If you have driven the streets of Goodyear, Arizona, you've probably seen some of Debra Goley's artwork.
Goley is a local artist who is passionate about everyone having the opportunity to create.
Speaking to Goley in her home, she was surrounded by neatly organized cabinets full of art supplies.
The walls were covered with artwork of many mediums, primarily paintings produced by her and her students.
Even walking up to her front door, you can see some of her students' work sitting on the windowsill.
Goley is a freelance artist and private art teacher to students of all ages.
With a degree in architecture, Goley has always loved her creative side.
But when Goley and her husband decided to start a family, she found herself in a difficult position.
At the time, she was working as an architect in Washington DC, but she and her husband didn't want to have children and leave them in someone else's care.
Goley saw this as an opportunity to reinvent herself and decided to become a freelance artist and giving her the freedom to create her own schedule and be home to look after her children.
The artist is well known around the community for her murals.
She has done multiple pieces at the local high school and one at a local elementary school.
Marlin Diller, a retired teacher who had a mural painted by Goley dedicated to him, expressed how meaningful the mural was to him, saying a couple of years beforehand Goley had painted a beautiful Arizona desert scene on the wall, above his classroom door.
"Someday I am going to buy one to put on my wall in my home," Diller said.
Becoming a full-time art teacher has crossed Goley's mind many times, but she has never made the leap because of her love of working with an array of learners of different walks of life.
"I've been teaching the senior citizens, so 60 and over, and that's where the nonprofit comes in, so there's been grants that have been given to our city here in Goodyear and they pay an artist to come give seniors quality of life," Goley said.

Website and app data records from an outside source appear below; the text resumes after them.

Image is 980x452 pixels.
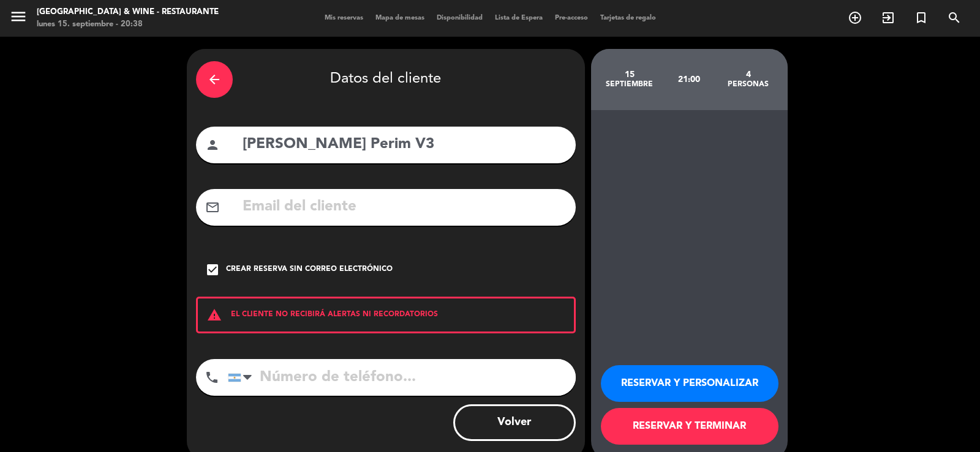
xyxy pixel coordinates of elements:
input: Nombre del cliente [241,132,566,158]
i: warning [198,308,231,323]
div: Argentina: +54 [228,360,257,395]
i: search [947,10,961,25]
div: EL CLIENTE NO RECIBIRÁ ALERTAS NI RECORDATORIOS [196,297,576,334]
div: [GEOGRAPHIC_DATA] & Wine - Restaurante [37,6,219,19]
span: Mapa de mesas [369,15,430,21]
div: 15 [600,69,660,80]
i: menu [9,7,28,26]
span: Tarjetas de regalo [594,15,662,21]
button: RESERVAR Y PERSONALIZAR [601,365,779,402]
button: menu [9,7,28,30]
i: check_box [205,262,220,277]
i: mail_outline [205,200,220,215]
button: Volver [453,404,576,441]
i: arrow_back [207,72,222,87]
span: Disponibilidad [430,15,488,21]
div: 4 [718,69,778,80]
i: person [205,138,220,152]
div: septiembre [600,80,660,89]
i: exit_to_app [881,10,895,25]
i: phone [205,370,219,385]
span: Pre-acceso [549,15,594,21]
span: Mis reservas [319,15,369,21]
div: Crear reserva sin correo electrónico [226,264,393,276]
i: turned_in_not [914,10,929,25]
span: Lista de Espera [488,15,549,21]
button: RESERVAR Y TERMINAR [601,408,779,445]
div: lunes 15. septiembre - 20:38 [37,19,219,31]
input: Email del cliente [241,195,566,220]
input: Número de teléfono... [228,359,576,396]
i: add_circle_outline [847,10,862,25]
div: 21:00 [659,58,718,101]
div: Datos del cliente [196,58,576,101]
div: personas [718,80,778,89]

She went on to share that one of her current senior students is a World War II veteran and brought in a picture of the White Cliffs of Dover to sketch.
The student shared with Goley how he had been at the cliffs with Winston Churchill.
"I love my seniors because they have stories, they've lived, they're wise," she said.
Older students aren't the only pupils who teach Goley new things.
She also teaches multiple students with Rett Syndrome, a neurological disorder that leads to severe impairments involving speech and motor skills.
Goley said some of the grant money comes from the state and is used to fund the arts for
individuals with special needs.
"The only way I can communicate an art project that I would do with you, that I would do with anyone, is to ask them to choose a color."
Goley explained that the students look at a screen that tracks their eye movements to spell out words or choose colors.
Therapists accompany these students to help Goley better adjust the lessons.
Goley said the most challenging job she ever took on was at a middle school in Avondale that was underperforming and called upon some local artists to help junior high students learn math through art.
Goley took on a class of 50 sixth graders, many of which spoke Spanish as a first language, who didn't know fundamental art skills.
She worked with them on painting a mural.
One of her students had painted a profanity on his block of the mural, she decided to not act immediately and to just address the problem the next day.
When she returned the next day she gave him a piece of paper and simply asked him to redesign the block.
The student drew a beautiful picture on the block, and the school day ended.
But he never returned to the school.
"That was the most challenging project I've ever done, and the most rewarding," Goley said.
The mural is still up at the school.
Goley currently is working on illustrating a children's book for the Honey Foundation- a Goodyear-based nonprofit focused on spreading kindness and encouraging random acts of kindness.
Jaime Clarke, president of the foundation, said of Goley, "She illustrated our children's book for the Honey Foundation, which we keep getting lots of compliments on her work."